Silvana Frappier recently offered to help a fellow
passenger on a flight from Boston to São Paulo by way of Miami. The woman was
overwhelmed by the stress of travel and quickly handed her three-month-old to
Frappier, the owner of a video production company in Boston. She promised to
help the woman when they changed planes in Miami.
Crew members noticed her random act of
kindness. She received a boarding pass in Miami with a free upgrade to business
class. "A flight attendant told me that they'd noticed my kindness and
that they wanted to pay it back with kindness," she remembers.
Random acts of kindness
I met a travel angel, too. She owned the Vrbo
apartment I rented in Nice, France, last March. When the pandemic struck, Luisa
canceled all of her upcoming reservations so that my kids and I had a safe
place to wait out the lockdown. She checked up on us regularly to the point
where my kids started to call her Aunt Luisa. She was the best.
Mollie Krengel, a frequent traveler who
curates a travel
guide website, says in today's
world, random acts of kindness are contrarian and even surprising.
"It reminds us that humanity does
exist," she says. "It proves the exact opposite of what is reported
on the news each day.
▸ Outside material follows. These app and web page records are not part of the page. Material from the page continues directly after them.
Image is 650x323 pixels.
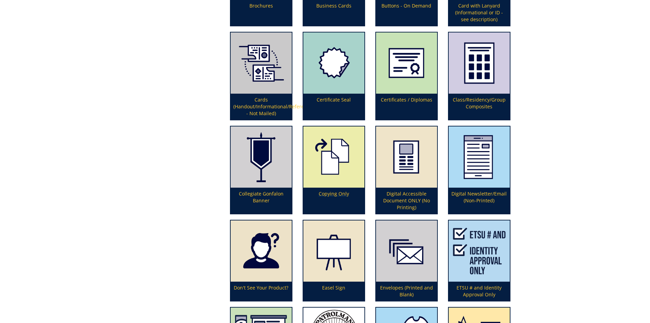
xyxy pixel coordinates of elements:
[449,220,510,300] a: ETSU # and Identity Approval Only
[231,32,292,119] a: Cards (Handout/Informational/Reference - Not Mailed)
[303,187,365,213] p: Copying Only
[231,126,292,213] a: Collegiate Gonfalon Banner
[449,220,510,281] img: etsu%20assignment-617843c1f3e4b8.13589178.png
[449,126,510,187] img: digital-newsletter-594830bb2b9201.48727129.png
[376,32,437,119] a: Certificates / Diplomas
[376,32,437,94] img: certificates--diplomas-5a05f869a6b240.56065883.png
[376,220,437,300] a: Envelopes (Printed and Blank)
[303,126,365,187] img: copying-5a0f03feb07059.94806612.png
[231,220,292,300] a: Don't See Your Product?
[376,94,437,119] p: Certificates / Diplomas
[376,126,437,213] a: Digital Accessible Document ONLY (No Printing)
[449,32,510,119] a: Class/Residency/Group Composites
[449,126,510,213] a: Digital Newsletter/Email (Non-Printed)
[231,94,292,119] p: Cards (Handout/Informational/Reference - Not Mailed)
[376,281,437,300] p: Envelopes (Printed and Blank)
[449,281,510,300] p: ETSU # and Identity Approval Only
[376,126,437,187] img: eflyer-59838ae8965085.60431837.png
[231,126,292,187] img: collegiate-(gonfalon)-banner-59482f3c476cc1.32530966.png
[303,126,365,213] a: Copying Only
[231,187,292,213] p: Collegiate Gonfalon Banner
[303,220,365,300] a: Easel Sign
[449,32,510,94] img: class-composites-59482f17003723.28248747.png
[303,220,365,281] img: easel-sign-5948317bbd7738.25572313.png
[303,94,365,119] p: Certificate Seal
[231,281,292,300] p: Don't See Your Product?
[231,32,292,94] img: index%20reference%20card%20art-5b7c246b46b985.83964793.png
[231,220,292,281] img: dont%20see-5aa6baf09686e9.98073190.png
[449,187,510,213] p: Digital Newsletter/Email (Non-Printed)
[303,32,365,94] img: certificateseal-5a9714020dc3f7.12157616.png
[376,220,437,281] img: envelopes-(bulk-order)-594831b101c519.91017228.png
[449,94,510,119] p: Class/Residency/Group Composites
[376,187,437,213] p: Digital Accessible Document ONLY (No Printing)
[303,32,365,119] a: Certificate Seal
[303,281,365,300] p: Easel Sign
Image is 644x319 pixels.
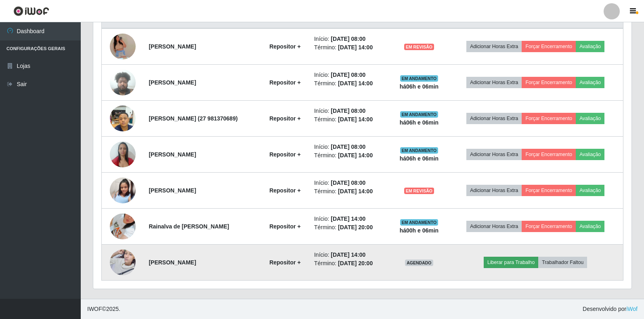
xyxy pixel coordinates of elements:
[110,65,135,99] img: 1748622275930.jpeg
[338,260,373,266] time: [DATE] 20:00
[314,115,386,124] li: Término:
[110,137,135,172] img: 1753374909353.jpeg
[576,77,605,88] button: Avaliação
[401,147,439,153] span: EM ANDAMENTO
[576,113,605,124] button: Avaliação
[14,6,49,16] img: CoreUI Logo
[314,223,386,232] li: Término:
[583,304,638,313] span: Desenvolvido por
[314,259,386,267] li: Término:
[522,185,576,196] button: Forçar Encerramento
[314,107,386,115] li: Início:
[331,143,365,150] time: [DATE] 08:00
[522,113,576,124] button: Forçar Encerramento
[338,224,373,231] time: [DATE] 20:00
[148,43,196,50] strong: [PERSON_NAME]
[400,227,439,234] strong: há 00 h e 06 min
[314,71,386,80] li: Início:
[404,187,434,194] span: EM REVISÃO
[314,34,386,43] li: Início:
[522,41,576,52] button: Forçar Encerramento
[331,251,365,258] time: [DATE] 14:00
[466,148,522,160] button: Adicionar Horas Extra
[314,187,386,195] li: Término:
[110,197,135,255] img: 1750540244970.jpeg
[466,185,522,196] button: Adicionar Horas Extra
[270,43,300,50] strong: Repositor +
[270,187,300,193] strong: Repositor +
[110,101,135,135] img: 1755367565245.jpeg
[314,142,386,151] li: Início:
[522,221,576,232] button: Forçar Encerramento
[404,43,434,50] span: EM REVISÃO
[466,77,522,88] button: Adicionar Horas Extra
[576,221,605,232] button: Avaliação
[314,43,386,52] li: Término:
[270,80,300,85] strong: Repositor +
[576,148,605,160] button: Avaliação
[331,35,365,42] time: [DATE] 08:00
[331,72,365,78] time: [DATE] 08:00
[148,223,229,230] strong: Rainalva de [PERSON_NAME]
[270,115,300,122] strong: Repositor +
[576,41,605,52] button: Avaliação
[576,185,605,196] button: Avaliação
[522,148,576,160] button: Forçar Encerramento
[314,250,386,259] li: Início:
[484,256,539,268] button: Liberar para Trabalho
[110,17,135,76] img: 1745850346795.jpeg
[314,151,386,160] li: Término:
[401,76,439,81] span: EM ANDAMENTO
[400,83,439,89] strong: há 06 h e 06 min
[270,151,300,158] strong: Repositor +
[270,259,300,265] strong: Repositor +
[148,80,196,85] strong: [PERSON_NAME]
[626,305,638,312] a: iWof
[148,259,196,265] strong: [PERSON_NAME]
[539,256,587,268] button: Trabalhador Faltou
[87,305,102,312] span: IWOF
[338,187,373,194] time: [DATE] 14:00
[314,80,386,87] li: Término:
[400,155,439,162] strong: há 06 h e 06 min
[331,107,365,114] time: [DATE] 08:00
[401,111,439,118] span: EM ANDAMENTO
[405,259,434,266] span: AGENDADO
[148,187,196,193] strong: [PERSON_NAME]
[314,179,386,187] li: Início:
[401,219,439,226] span: EM ANDAMENTO
[331,180,365,186] time: [DATE] 08:00
[110,169,135,212] img: 1754349075711.jpeg
[338,116,373,123] time: [DATE] 14:00
[148,151,196,158] strong: [PERSON_NAME]
[466,221,522,232] button: Adicionar Horas Extra
[148,115,238,122] strong: [PERSON_NAME] (27 981370689)
[110,244,135,279] img: 1755028690244.jpeg
[314,215,386,223] li: Início:
[338,152,373,158] time: [DATE] 14:00
[87,304,121,313] span: © 2025 .
[466,113,522,124] button: Adicionar Horas Extra
[331,215,365,222] time: [DATE] 14:00
[338,44,373,50] time: [DATE] 14:00
[270,223,300,230] strong: Repositor +
[522,77,576,88] button: Forçar Encerramento
[400,119,439,126] strong: há 06 h e 06 min
[466,41,522,52] button: Adicionar Horas Extra
[338,80,373,86] time: [DATE] 14:00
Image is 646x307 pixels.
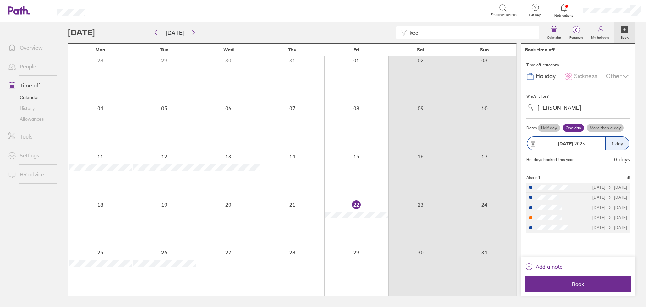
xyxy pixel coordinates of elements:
div: [DATE] [DATE] [592,195,627,200]
div: Other [606,70,630,83]
span: Add a note [536,261,563,272]
button: [DATE] 20251 day [526,133,630,153]
div: [DATE] [DATE] [592,205,627,210]
span: 5 [628,175,630,180]
div: Book time off [525,47,555,52]
button: Book [525,276,631,292]
label: Calendar [543,34,565,40]
a: Notifications [553,3,575,18]
span: Holiday [536,73,556,80]
a: Calendar [3,92,57,103]
div: [DATE] [DATE] [592,185,627,190]
span: Sun [480,47,489,52]
span: 2025 [558,141,585,146]
label: More than a day [587,124,624,132]
div: 0 days [614,156,630,162]
div: Holidays booked this year [526,157,574,162]
a: Time off [3,78,57,92]
span: Wed [224,47,234,52]
a: Allowances [3,113,57,124]
span: Tue [161,47,168,52]
a: Tools [3,130,57,143]
a: My holidays [587,22,614,43]
div: Time off category [526,60,630,70]
div: [DATE] [DATE] [592,215,627,220]
span: Dates [526,126,537,130]
span: Mon [95,47,105,52]
a: People [3,60,57,73]
span: Notifications [553,13,575,18]
a: Overview [3,41,57,54]
label: Half day [538,124,560,132]
button: [DATE] [160,27,190,38]
strong: [DATE] [558,140,573,146]
a: Settings [3,148,57,162]
label: Requests [565,34,587,40]
span: Employee search [491,13,517,17]
div: [PERSON_NAME] [538,104,581,111]
a: HR advice [3,167,57,181]
div: Search [104,7,121,13]
div: [DATE] [DATE] [592,225,627,230]
span: Thu [288,47,297,52]
span: Sat [417,47,424,52]
label: Book [617,34,633,40]
a: Book [614,22,636,43]
span: Book [530,281,627,287]
a: History [3,103,57,113]
label: My holidays [587,34,614,40]
a: Calendar [543,22,565,43]
span: Also off [526,175,541,180]
div: 1 day [606,137,629,150]
a: 0Requests [565,22,587,43]
span: Fri [353,47,359,52]
label: One day [563,124,584,132]
span: 0 [565,27,587,33]
span: Sickness [574,73,597,80]
input: Filter by employee [407,26,535,39]
button: Add a note [525,261,563,272]
div: Who's it for? [526,91,630,101]
span: Get help [524,13,546,17]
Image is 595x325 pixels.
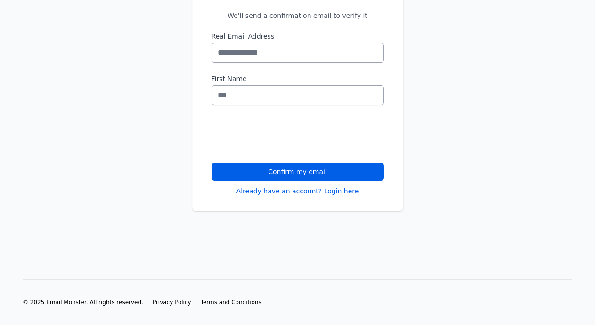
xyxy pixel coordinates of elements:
span: Privacy Policy [153,299,191,305]
label: Real Email Address [212,32,384,41]
p: We'll send a confirmation email to verify it [212,11,384,20]
a: Already have an account? Login here [237,186,359,196]
button: Confirm my email [212,163,384,181]
a: Terms and Conditions [201,298,262,306]
a: Privacy Policy [153,298,191,306]
label: First Name [212,74,384,83]
span: Terms and Conditions [201,299,262,305]
li: © 2025 Email Monster. All rights reserved. [23,298,143,306]
iframe: reCAPTCHA [212,116,355,153]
When you travel, you realize how wonderful people truly
are."
You can be a travel
angel
Spread the love. If you have elite status, consider giving other passengers some
of the riches. It happened to Jamie O'Donnell, an event planner from Orlando, on one of her first flights after graduating from college. Out
of the blue, a ticket agent handed her a first-class ticket. Turns out a
stranger had quietly redeemed on her behalf an upgrade that was about to
expire. She'll never forget the kind gesture. "I had never flown in first
class in my life, it always seemed so out of reach, like something I would
never be able to do," she says.
Pay it forward. One easy way to do good is to pay for a stranger's food or
beverage. That's what Nicole Sunderland, an Instagrammer from
Washington, D.C., does. "When I
get a coffee, I always pay for the person behind me without them knowing,"
she says. "Someone did it for me years ago and I never forgot how it made
me feel."
Go above and beyond. If someone asks for help, consider going the extra mile.
Catherine Gregory remembers flying into Lima, Peru, a few years ago. "I
asked the Peruvian couple next to me on the plane for advice on how to navigate
the taxi situation," recalls Gregory, a writer from Portland, Ore. "To my surprise, they didn't just give me instructions.
They brought me through customs and rode with me in the taxi, making sure I got
inside the hotel before they continued home. I'll never forget their kindness
in going above and beyond."
Article by Christopher Elliott, whose latest
book is “How To Be The World’s Smartest Traveler” (National Geographic). This
column originally appeared in USA Today.
Images from free sources
1 comment:
Acts of kindness really do make all the difference as to how I perceive a place. In Tokyo, for example, I merely had to pull out a map and people came to help. It makes such a positive impression when locals make an effort.